Gør som tusindvis af andre bogelskere
Tilmeld dig nyhedsbrevet og få gode tilbud og inspiration til din næste læsning.
Ved tilmelding accepterer du vores persondatapolitik.Du kan altid afmelde dig igen.
This LNCS conference volume constitutes the proceedings of the 13th International Symposium, FoIKS 2024, in Sheffield, UK, in April 2024. The 18 full papers together with 3 short papers included in this volume were carefully reviewed and selected from 42 submissions.The Symposium focuses on fundamental aspect of information and knowledge systems, including submissions that apply ideas, theories, or methods from specific disciplines to information and knowledge systems. Examples of such disciplines are discrete mathematics, logic and algebra, model theory, databases, information theory, complexity theory, algorithmics and computation, statistics, and optimization.
The automatic verification of computer programs is an important step in software engineering. In this regard temporal logics have been invented as an extension of modal logic which itself is an extension of propositional logic. Therefore, one may call them \emph{modal logic variants}.The first part of this thesis will investigate the two temporal logics CTL and CTL* with respect to their model-checking and satisfiability problem. We will analyze the complexity of fragments of these problems by means of operator and Boolean function restrictions. There we will see for the satisfiability problem, how the operator fragments form a trichotomy and the Boolean fragments form a quartering. The model-checking problem for CTL is divided into three types: monotone, atomic negation, and positive fragments. Surprisingly, we will see that these three fragments are computationally equivalent. Furthermore, several prominent extensions of CTL will be visited and classified with respect to their Boolean and operator fragments.In the second part we will concentrate on description logics which are modal logic extensions settled in the area of semantic web, databases, and artificial intelligence. These types of logics are used to express, and work on, large sets of data. Besides the usual satisfiability problems, we will work with some special kind of implication problem, which is called subsumption. We will see that these logics combine two very strong Boolean concepts, namely implication and conjunction, such that restricting large sets of Boolean functions do not reduce the complexity of the problems significantly.
Tilmeld dig nyhedsbrevet og få gode tilbud og inspiration til din næste læsning.
Ved tilmelding accepterer du vores persondatapolitik.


Work through the entries below line by line and give the number of lines with the string "Second", nothing else.

(Material supplied)

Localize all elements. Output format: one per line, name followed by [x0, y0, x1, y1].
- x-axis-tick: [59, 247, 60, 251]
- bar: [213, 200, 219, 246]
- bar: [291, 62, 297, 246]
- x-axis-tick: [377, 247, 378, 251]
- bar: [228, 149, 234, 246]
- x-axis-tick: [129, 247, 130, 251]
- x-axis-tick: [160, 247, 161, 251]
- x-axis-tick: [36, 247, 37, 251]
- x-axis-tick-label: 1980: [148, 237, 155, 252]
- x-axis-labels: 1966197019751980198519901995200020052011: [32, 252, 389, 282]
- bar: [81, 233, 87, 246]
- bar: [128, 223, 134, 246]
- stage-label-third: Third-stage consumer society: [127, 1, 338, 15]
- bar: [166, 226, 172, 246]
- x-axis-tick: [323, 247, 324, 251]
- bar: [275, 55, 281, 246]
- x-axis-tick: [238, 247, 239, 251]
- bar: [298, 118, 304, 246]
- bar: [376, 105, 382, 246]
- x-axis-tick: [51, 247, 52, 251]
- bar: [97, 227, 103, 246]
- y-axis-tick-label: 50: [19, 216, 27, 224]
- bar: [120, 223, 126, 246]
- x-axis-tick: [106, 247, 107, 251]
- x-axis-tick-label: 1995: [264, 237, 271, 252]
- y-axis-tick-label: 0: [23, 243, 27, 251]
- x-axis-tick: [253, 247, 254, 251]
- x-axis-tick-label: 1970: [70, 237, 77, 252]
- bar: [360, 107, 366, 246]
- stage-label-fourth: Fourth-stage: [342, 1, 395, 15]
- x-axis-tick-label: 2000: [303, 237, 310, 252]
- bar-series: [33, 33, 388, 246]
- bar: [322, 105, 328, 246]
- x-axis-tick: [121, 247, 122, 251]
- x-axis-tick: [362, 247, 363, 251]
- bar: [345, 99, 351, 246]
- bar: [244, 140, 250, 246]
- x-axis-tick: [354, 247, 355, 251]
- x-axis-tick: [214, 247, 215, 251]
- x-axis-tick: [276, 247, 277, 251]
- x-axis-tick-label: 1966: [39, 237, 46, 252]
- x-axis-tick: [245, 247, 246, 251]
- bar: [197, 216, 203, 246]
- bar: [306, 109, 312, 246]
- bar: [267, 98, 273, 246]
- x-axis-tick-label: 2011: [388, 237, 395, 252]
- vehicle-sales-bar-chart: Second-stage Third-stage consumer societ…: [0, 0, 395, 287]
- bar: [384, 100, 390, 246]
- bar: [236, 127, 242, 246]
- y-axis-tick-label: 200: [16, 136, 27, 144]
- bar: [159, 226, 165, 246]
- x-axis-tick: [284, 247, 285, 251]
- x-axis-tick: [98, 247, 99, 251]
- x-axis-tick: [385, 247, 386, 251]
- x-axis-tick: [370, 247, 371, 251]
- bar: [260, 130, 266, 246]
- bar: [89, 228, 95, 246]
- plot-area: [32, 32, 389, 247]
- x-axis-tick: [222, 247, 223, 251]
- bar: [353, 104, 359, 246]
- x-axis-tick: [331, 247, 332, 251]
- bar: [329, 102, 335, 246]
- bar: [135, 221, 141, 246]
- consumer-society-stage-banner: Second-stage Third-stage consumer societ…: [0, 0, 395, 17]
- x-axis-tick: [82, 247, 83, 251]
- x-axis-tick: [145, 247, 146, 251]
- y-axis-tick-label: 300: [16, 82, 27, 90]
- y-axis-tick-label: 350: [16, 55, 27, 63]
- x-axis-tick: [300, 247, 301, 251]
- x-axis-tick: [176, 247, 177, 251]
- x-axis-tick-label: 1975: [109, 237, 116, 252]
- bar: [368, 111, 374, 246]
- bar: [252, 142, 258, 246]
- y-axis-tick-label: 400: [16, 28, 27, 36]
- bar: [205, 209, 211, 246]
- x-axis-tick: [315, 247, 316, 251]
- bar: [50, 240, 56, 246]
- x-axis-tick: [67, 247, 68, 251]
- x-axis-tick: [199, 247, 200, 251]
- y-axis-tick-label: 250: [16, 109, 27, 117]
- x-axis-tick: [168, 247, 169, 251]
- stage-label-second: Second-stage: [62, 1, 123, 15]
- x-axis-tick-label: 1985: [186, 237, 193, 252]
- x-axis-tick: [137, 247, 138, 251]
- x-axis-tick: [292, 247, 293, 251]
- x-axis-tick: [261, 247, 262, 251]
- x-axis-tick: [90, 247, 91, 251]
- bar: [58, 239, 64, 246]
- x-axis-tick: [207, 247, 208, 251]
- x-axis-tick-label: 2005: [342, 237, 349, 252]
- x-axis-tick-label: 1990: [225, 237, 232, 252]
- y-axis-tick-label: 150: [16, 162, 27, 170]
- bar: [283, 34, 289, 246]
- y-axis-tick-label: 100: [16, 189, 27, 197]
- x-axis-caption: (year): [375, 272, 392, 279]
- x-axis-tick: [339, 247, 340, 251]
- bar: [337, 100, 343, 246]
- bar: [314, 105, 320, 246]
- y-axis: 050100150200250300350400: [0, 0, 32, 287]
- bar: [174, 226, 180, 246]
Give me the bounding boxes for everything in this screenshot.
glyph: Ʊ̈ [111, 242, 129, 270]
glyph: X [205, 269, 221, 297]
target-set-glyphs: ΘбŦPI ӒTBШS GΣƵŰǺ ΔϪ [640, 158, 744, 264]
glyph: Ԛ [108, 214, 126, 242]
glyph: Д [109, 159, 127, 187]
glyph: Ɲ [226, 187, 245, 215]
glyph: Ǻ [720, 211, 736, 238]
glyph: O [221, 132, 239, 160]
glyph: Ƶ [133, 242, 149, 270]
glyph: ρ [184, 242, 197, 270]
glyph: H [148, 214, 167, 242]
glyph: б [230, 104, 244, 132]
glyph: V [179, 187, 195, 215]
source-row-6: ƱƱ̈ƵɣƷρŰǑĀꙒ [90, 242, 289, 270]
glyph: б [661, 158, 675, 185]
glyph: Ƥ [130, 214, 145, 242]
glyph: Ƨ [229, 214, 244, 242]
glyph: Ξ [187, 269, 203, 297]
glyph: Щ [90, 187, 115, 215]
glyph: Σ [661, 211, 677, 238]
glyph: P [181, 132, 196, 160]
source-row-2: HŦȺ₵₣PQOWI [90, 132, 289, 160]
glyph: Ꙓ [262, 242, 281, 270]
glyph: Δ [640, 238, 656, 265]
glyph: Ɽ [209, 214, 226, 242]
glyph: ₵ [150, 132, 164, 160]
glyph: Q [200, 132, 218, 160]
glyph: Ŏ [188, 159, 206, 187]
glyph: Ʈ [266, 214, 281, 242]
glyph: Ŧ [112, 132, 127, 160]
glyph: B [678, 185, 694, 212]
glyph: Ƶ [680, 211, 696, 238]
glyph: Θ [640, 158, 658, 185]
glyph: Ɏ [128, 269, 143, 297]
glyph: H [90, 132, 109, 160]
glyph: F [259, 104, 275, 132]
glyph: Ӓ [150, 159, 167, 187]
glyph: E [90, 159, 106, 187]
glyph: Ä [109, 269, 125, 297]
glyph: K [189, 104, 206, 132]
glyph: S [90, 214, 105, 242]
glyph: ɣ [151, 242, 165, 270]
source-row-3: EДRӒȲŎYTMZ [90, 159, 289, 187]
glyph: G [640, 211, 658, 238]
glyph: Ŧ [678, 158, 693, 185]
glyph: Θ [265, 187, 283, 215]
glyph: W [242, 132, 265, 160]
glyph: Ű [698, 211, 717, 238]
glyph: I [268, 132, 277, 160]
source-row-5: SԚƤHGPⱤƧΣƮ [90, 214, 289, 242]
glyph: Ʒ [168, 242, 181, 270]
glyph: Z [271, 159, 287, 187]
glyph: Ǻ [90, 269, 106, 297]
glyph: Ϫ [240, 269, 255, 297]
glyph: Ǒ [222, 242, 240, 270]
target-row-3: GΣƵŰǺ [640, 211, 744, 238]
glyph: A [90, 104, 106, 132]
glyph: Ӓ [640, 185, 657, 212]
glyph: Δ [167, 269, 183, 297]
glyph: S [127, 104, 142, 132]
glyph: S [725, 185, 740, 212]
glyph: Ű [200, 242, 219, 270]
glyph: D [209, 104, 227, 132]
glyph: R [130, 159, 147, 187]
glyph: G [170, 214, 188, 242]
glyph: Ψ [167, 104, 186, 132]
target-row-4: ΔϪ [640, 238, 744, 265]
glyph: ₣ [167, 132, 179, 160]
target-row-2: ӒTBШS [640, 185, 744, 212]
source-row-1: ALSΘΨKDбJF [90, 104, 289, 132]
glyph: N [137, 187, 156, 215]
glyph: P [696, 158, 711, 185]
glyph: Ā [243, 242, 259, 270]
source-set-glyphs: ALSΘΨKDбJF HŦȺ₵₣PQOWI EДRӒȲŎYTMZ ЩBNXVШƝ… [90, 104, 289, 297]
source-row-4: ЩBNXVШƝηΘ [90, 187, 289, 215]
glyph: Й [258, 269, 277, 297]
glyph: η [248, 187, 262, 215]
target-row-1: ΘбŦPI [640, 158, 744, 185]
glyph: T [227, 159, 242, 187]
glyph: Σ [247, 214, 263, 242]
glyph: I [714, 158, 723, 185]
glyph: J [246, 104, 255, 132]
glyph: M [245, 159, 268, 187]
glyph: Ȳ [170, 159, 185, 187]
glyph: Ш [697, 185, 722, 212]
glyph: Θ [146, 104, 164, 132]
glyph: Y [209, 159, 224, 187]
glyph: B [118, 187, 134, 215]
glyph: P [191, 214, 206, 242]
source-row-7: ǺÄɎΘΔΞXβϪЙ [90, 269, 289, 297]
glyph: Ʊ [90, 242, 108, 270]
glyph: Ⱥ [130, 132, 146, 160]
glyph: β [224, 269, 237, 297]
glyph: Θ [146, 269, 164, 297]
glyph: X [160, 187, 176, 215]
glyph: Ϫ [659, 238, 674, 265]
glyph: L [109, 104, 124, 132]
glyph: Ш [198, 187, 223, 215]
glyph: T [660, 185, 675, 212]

(End Material supplied)

Answer for the task: 3